The Actor Ichikawa Monnosuke II as Soga no Goro and Segawa Kikunojo III as Tsukisayo, in the play "Nanakusa Yosooi Soga," performed at the Nakamura Theater in the first month, 1782
- Date:
- c. 1782
- Medium:
- Color woodblock print; oban
- Source:
- Art Institute of Chicago
Description
The Actor Ichikawa Monnosuke II as Soga no Goro and Segawa Kikunojo III as Tsukisayo, in the play Nanakusa Yosooi Soga, performed at the Nakamura Theater in the first month of 1782, is a Torii Kiyonaga kabuki portrait that returns to the actor-print subject at the heart of the Torii school's traditional commercial role. Nanakusa Yosooi Soga belongs to the Soga revenge cycle, one of kabuki's most consistently performed New Year (kaomise) categories, and the pairing of Ichikawa Monnosuke II in the role of Soga no Goro with the leading onnagata Segawa Kikunojo III as Tsukisayo identifies a specific Nakamura-za production. Kiyonaga's handling preserves the firm contour and the disciplined fabric pattern characteristic of the Torii school's signboard tradition, but his figures carry the slightly elongated proportions and the integration of figure and setting that he had developed in his early-1780s [bijin-ga](/glossary/bijin-ga). The print is a useful reminder that even at the height of his bijin-ga supremacy, Kiyonaga continued to design actor prints — the Torii school's older specialty — and that his innovations in figure drawing fed back into the school's theatrical work as well. The Art Institute of Chicago records this 1782 design among its Kiyonaga actor holdings.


◆ **Task item**
Could you please reproduce every record below exactly, leaving out the pictures?
=====
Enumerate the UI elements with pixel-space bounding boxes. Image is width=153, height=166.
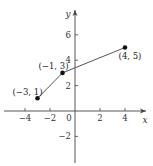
x-axis-label: x (142, 115, 147, 125)
labels: xy(−3, 1)(−1, 3)(4, 5) (13, 9, 148, 125)
x-tick-label: −2 (44, 113, 57, 123)
y-tick-label: 6 (66, 30, 71, 40)
point-label: (−3, 1) (13, 87, 43, 97)
x-tick-label: 4 (122, 113, 127, 123)
x-tick-label: −4 (19, 113, 32, 123)
line-segment (38, 48, 126, 99)
x-tick-label: 2 (97, 113, 102, 123)
x-tick-label: 0 (66, 113, 71, 123)
point-label: (−1, 3) (39, 61, 69, 71)
data-point (123, 45, 128, 50)
data-point (60, 71, 65, 76)
ticks: −4−2024642−2 (19, 30, 128, 142)
y-axis-label: y (64, 9, 71, 19)
point-label: (4, 5) (119, 51, 142, 61)
y-tick-label: 2 (66, 81, 71, 91)
chart: −4−2024642−2 xy(−3, 1)(−1, 3)(4, 5) (0, 0, 153, 166)
series (35, 45, 127, 100)
y-tick-label: −2 (58, 131, 71, 141)
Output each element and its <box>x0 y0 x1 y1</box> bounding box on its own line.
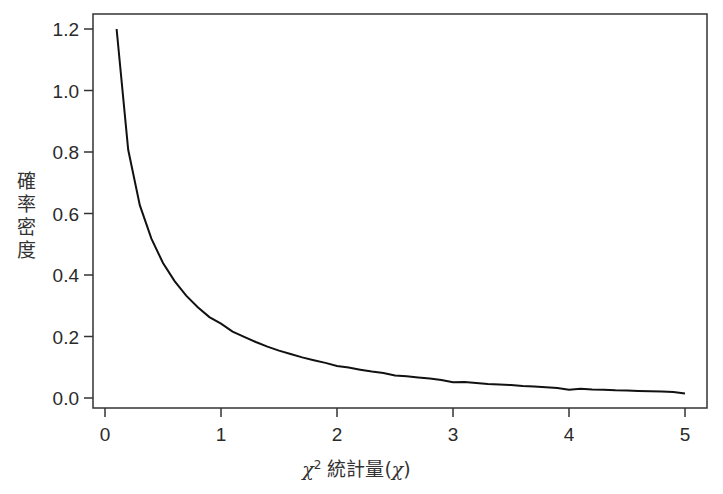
y-tick-label: 0.2 <box>53 327 79 348</box>
y-label-char: 率 <box>14 193 38 216</box>
y-tick-label: 0.4 <box>53 265 80 286</box>
y-tick-label: 0.0 <box>53 388 79 409</box>
y-label-char: 度 <box>14 239 38 262</box>
x-label-text: 統計量( <box>321 458 391 480</box>
plot-frame <box>93 14 707 408</box>
y-label-char: 確 <box>14 170 38 193</box>
chi-symbol: χ <box>392 458 404 480</box>
y-label-char: 密 <box>14 216 38 239</box>
x-label-close: ) <box>403 458 410 480</box>
x-tick-label: 0 <box>100 424 111 445</box>
x-tick-label: 4 <box>564 424 575 445</box>
y-tick-label: 1.0 <box>53 81 79 102</box>
y-tick-label: 1.2 <box>53 19 79 40</box>
y-tick-label: 0.6 <box>53 204 79 225</box>
chart-canvas: 0.00.20.40.60.81.01.2 012345 <box>0 0 723 494</box>
x-tick-label: 1 <box>216 424 227 445</box>
y-tick-label: 0.8 <box>53 142 79 163</box>
x-tick-label: 5 <box>680 424 691 445</box>
x-axis: 012345 <box>100 408 691 445</box>
x-axis-label: χ2 統計量(χ) <box>0 454 723 481</box>
density-curve <box>117 29 685 393</box>
chi-symbol: χ <box>302 458 314 480</box>
x-tick-label: 2 <box>332 424 343 445</box>
y-axis-label: 確 率 密 度 <box>14 170 38 262</box>
y-axis: 0.00.20.40.60.81.01.2 <box>53 19 93 409</box>
x-tick-label: 3 <box>448 424 459 445</box>
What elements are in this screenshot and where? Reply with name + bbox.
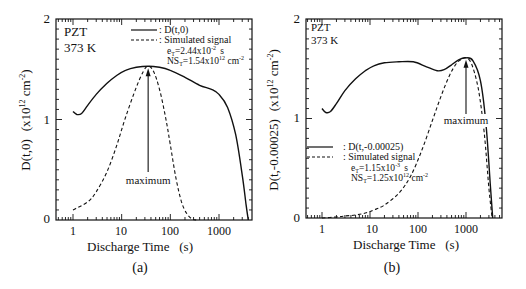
figure: 0 1 2 1 10 100 1000 Discharge Time (s) D… <box>0 0 526 289</box>
legend-param-nst: NST=1.54x1012 cm-2 <box>167 55 244 67</box>
curve-simulated-b <box>322 58 492 218</box>
maximum-label-a: maximum <box>126 174 171 186</box>
y-tick-label: 2 <box>294 11 301 26</box>
y-tick-label: 1 <box>44 112 51 127</box>
x-axis-label: Discharge Time (s) <box>353 237 459 252</box>
legend-dashed-label: : Simulated signal <box>343 151 415 162</box>
sample-label: PZT <box>311 21 331 33</box>
x-tick-label: 10 <box>366 222 378 236</box>
sample-label: PZT <box>64 24 87 39</box>
y-axis-label: D(t,-0.00025)(x1012 cm-2) <box>266 49 281 191</box>
legend-dashed-label: : Simulated signal <box>159 34 231 45</box>
maximum-label-b: maximum <box>444 114 489 126</box>
panel-b: 0 1 2 1 10 100 1000 Discharge Time (s) D… <box>266 11 502 276</box>
x-axis-label: Discharge Time (s) <box>87 239 193 254</box>
temperature-label: 373 K <box>311 34 338 46</box>
y-tick-label: 0 <box>294 210 301 225</box>
x-tick-label: 1 <box>70 224 76 238</box>
panel-label-b: (b) <box>384 260 401 276</box>
arrow-head-icon <box>464 60 469 68</box>
panel-a: 0 1 2 1 10 100 1000 Discharge Time (s) D… <box>18 11 252 276</box>
curve-measured-b <box>322 58 493 218</box>
curve-simulated-a <box>73 66 196 220</box>
x-tick-label: 100 <box>409 222 427 236</box>
x-tick-label: 1 <box>319 222 325 236</box>
y-tick-label: 2 <box>44 11 51 26</box>
panel-label-a: (a) <box>132 260 148 276</box>
y-tick-label: 0 <box>44 211 51 226</box>
temperature-label: 373 K <box>64 40 97 55</box>
legend-a: : D(t,0) : Simulated signal eT=2.44x10-2… <box>131 24 244 67</box>
x-tick-label: 10 <box>115 224 127 238</box>
legend-param-nst: NST=1.25x1012 cm-2 <box>351 172 428 184</box>
curve-measured-a <box>73 66 248 220</box>
x-tick-label: 1000 <box>454 222 478 236</box>
x-tick-label: 100 <box>161 224 179 238</box>
y-tick-label: 1 <box>294 110 301 125</box>
arrow-head-icon <box>146 68 151 76</box>
x-tick-label: 1000 <box>207 224 231 238</box>
y-axis-label: D(t,0)(x1012 cm-2) <box>18 69 33 170</box>
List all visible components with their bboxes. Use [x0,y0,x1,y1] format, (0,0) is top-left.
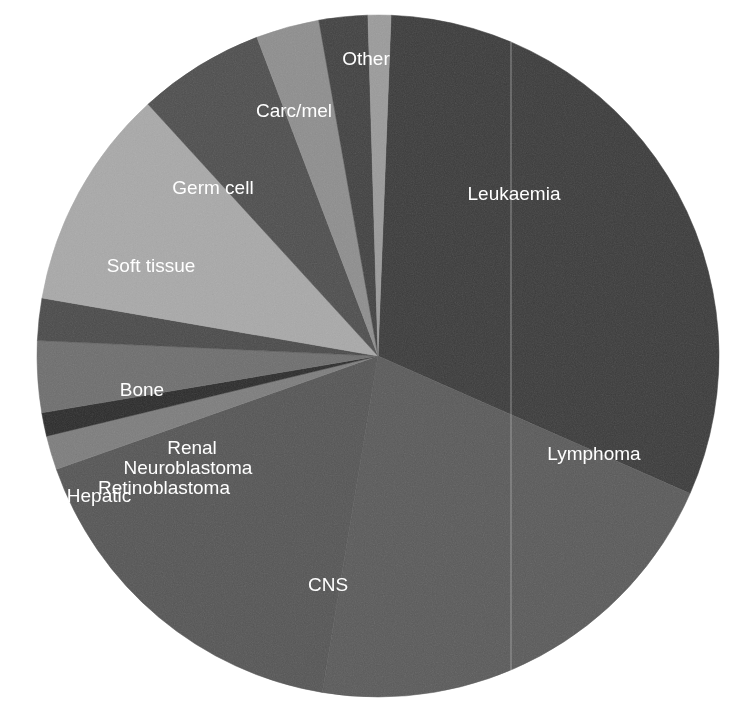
pie-chart-canvas: LeukaemiaLymphomaCNSRetinoblastomaHepati… [0,0,755,715]
slice-label-lymphoma: Lymphoma [547,443,641,464]
slice-label-carc-mel: Carc/mel [256,100,332,121]
slice-label-soft-tissue: Soft tissue [107,255,196,276]
slice-label-renal: Renal [167,437,217,458]
slice-label-cns: CNS [308,574,348,595]
slice-label-hepatic: Hepatic [67,485,131,506]
slice-label-bone: Bone [120,379,164,400]
slice-label-other: Other [342,48,390,69]
slice-label-neuroblastoma: Neuroblastoma [124,457,253,478]
slice-label-leukaemia: Leukaemia [468,183,561,204]
slice-label-germ-cell: Germ cell [172,177,253,198]
pie-chart-figure: LeukaemiaLymphomaCNSRetinoblastomaHepati… [0,0,755,715]
pie-slices [37,15,719,697]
=====
◆ **Response for this exercise**
Enumerate the UI elements with pixel-space bounding boxes. Image is width=153, height=166.
x-axis-label: x (142, 115, 147, 125)
labels: xy(−3, 1)(−1, 3)(4, 5) (13, 9, 148, 125)
x-tick-label: −2 (44, 113, 57, 123)
y-tick-label: 6 (66, 30, 71, 40)
point-label: (−3, 1) (13, 87, 43, 97)
x-tick-label: 4 (122, 113, 127, 123)
x-tick-label: −4 (19, 113, 32, 123)
line-segment (38, 48, 126, 99)
x-tick-label: 2 (97, 113, 102, 123)
x-tick-label: 0 (66, 113, 71, 123)
point-label: (−1, 3) (39, 61, 69, 71)
data-point (123, 45, 128, 50)
data-point (60, 71, 65, 76)
ticks: −4−2024642−2 (19, 30, 128, 142)
y-axis-label: y (64, 9, 71, 19)
point-label: (4, 5) (119, 51, 142, 61)
y-tick-label: 2 (66, 81, 71, 91)
chart: −4−2024642−2 xy(−3, 1)(−1, 3)(4, 5) (0, 0, 153, 166)
series (35, 45, 127, 100)
y-tick-label: −2 (58, 131, 71, 141)
Output each element and its <box>x0 y0 x1 y1</box> bounding box on its own line.
y-tick-label: 0.2 <box>53 327 79 348</box>
y-label-char: 率 <box>14 193 38 216</box>
y-tick-label: 0.4 <box>53 265 80 286</box>
y-tick-label: 0.0 <box>53 388 79 409</box>
y-label-char: 度 <box>14 239 38 262</box>
x-label-text: 統計量( <box>321 458 391 480</box>
plot-frame <box>93 14 707 408</box>
y-label-char: 確 <box>14 170 38 193</box>
chi-symbol: χ <box>392 458 404 480</box>
y-label-char: 密 <box>14 216 38 239</box>
x-label-close: ) <box>403 458 410 480</box>
x-tick-label: 0 <box>100 424 111 445</box>
x-tick-label: 4 <box>564 424 575 445</box>
y-tick-label: 1.0 <box>53 81 79 102</box>
y-tick-label: 1.2 <box>53 19 79 40</box>
y-tick-label: 0.6 <box>53 204 79 225</box>
chart-canvas: 0.00.20.40.60.81.01.2 012345 <box>0 0 723 494</box>
x-tick-label: 1 <box>216 424 227 445</box>
y-tick-label: 0.8 <box>53 142 79 163</box>
x-tick-label: 5 <box>680 424 691 445</box>
x-axis: 012345 <box>100 408 691 445</box>
x-axis-label: χ2 統計量(χ) <box>0 454 723 481</box>
density-curve <box>117 29 685 393</box>
chi-symbol: χ <box>302 458 314 480</box>
x-tick-label: 2 <box>332 424 343 445</box>
y-axis-label: 確 率 密 度 <box>14 170 38 262</box>
y-axis: 0.00.20.40.60.81.01.2 <box>53 19 93 409</box>
x-tick-label: 3 <box>448 424 459 445</box>
What elements are in this screenshot and where? Reply with name + bbox.
figure: 0 1 2 1 10 100 1000 Discharge Time (s) D… <box>0 0 526 289</box>
legend-param-nst: NST=1.54x1012 cm-2 <box>167 55 244 67</box>
curve-simulated-b <box>322 58 492 218</box>
maximum-label-a: maximum <box>126 174 171 186</box>
y-tick-label: 2 <box>294 11 301 26</box>
y-tick-label: 1 <box>44 112 51 127</box>
x-axis-label: Discharge Time (s) <box>353 237 459 252</box>
legend-dashed-label: : Simulated signal <box>343 151 415 162</box>
sample-label: PZT <box>311 21 331 33</box>
x-tick-label: 10 <box>366 222 378 236</box>
sample-label: PZT <box>64 24 87 39</box>
y-axis-label: D(t,-0.00025)(x1012 cm-2) <box>266 49 281 191</box>
legend-dashed-label: : Simulated signal <box>159 34 231 45</box>
maximum-label-b: maximum <box>444 114 489 126</box>
panel-b: 0 1 2 1 10 100 1000 Discharge Time (s) D… <box>266 11 502 276</box>
x-axis-label: Discharge Time (s) <box>87 239 193 254</box>
temperature-label: 373 K <box>311 34 338 46</box>
y-tick-label: 0 <box>294 210 301 225</box>
x-tick-label: 1 <box>70 224 76 238</box>
panel-label-b: (b) <box>384 260 401 276</box>
arrow-head-icon <box>464 60 469 68</box>
panel-a: 0 1 2 1 10 100 1000 Discharge Time (s) D… <box>18 11 252 276</box>
curve-measured-b <box>322 58 493 218</box>
curve-simulated-a <box>73 66 196 220</box>
x-tick-label: 100 <box>409 222 427 236</box>
x-tick-label: 1 <box>319 222 325 236</box>
y-tick-label: 2 <box>44 11 51 26</box>
panel-label-a: (a) <box>132 260 148 276</box>
y-tick-label: 0 <box>44 211 51 226</box>
temperature-label: 373 K <box>64 40 97 55</box>
legend-a: : D(t,0) : Simulated signal eT=2.44x10-2… <box>131 24 244 67</box>
x-tick-label: 10 <box>115 224 127 238</box>
legend-param-nst: NST=1.25x1012 cm-2 <box>351 172 428 184</box>
curve-measured-a <box>73 66 248 220</box>
x-tick-label: 1000 <box>454 222 478 236</box>
x-tick-label: 100 <box>161 224 179 238</box>
y-tick-label: 1 <box>294 110 301 125</box>
arrow-head-icon <box>146 68 151 76</box>
x-tick-label: 1000 <box>207 224 231 238</box>
y-axis-label: D(t,0)(x1012 cm-2) <box>18 69 33 170</box>
List all visible components with their bboxes. Use [x0,y0,x1,y1] format, (0,0) is top-left.
pie-chart-canvas: LeukaemiaLymphomaCNSRetinoblastomaHepati… [0,0,755,715]
slice-label-lymphoma: Lymphoma [547,443,641,464]
slice-label-carc-mel: Carc/mel [256,100,332,121]
slice-label-soft-tissue: Soft tissue [107,255,196,276]
slice-label-renal: Renal [167,437,217,458]
slice-label-cns: CNS [308,574,348,595]
slice-label-hepatic: Hepatic [67,485,131,506]
slice-label-bone: Bone [120,379,164,400]
slice-label-other: Other [342,48,390,69]
slice-label-neuroblastoma: Neuroblastoma [124,457,253,478]
slice-label-leukaemia: Leukaemia [468,183,561,204]
slice-label-germ-cell: Germ cell [172,177,253,198]
pie-chart-figure: LeukaemiaLymphomaCNSRetinoblastomaHepati… [0,0,755,715]
pie-slices [37,15,719,697]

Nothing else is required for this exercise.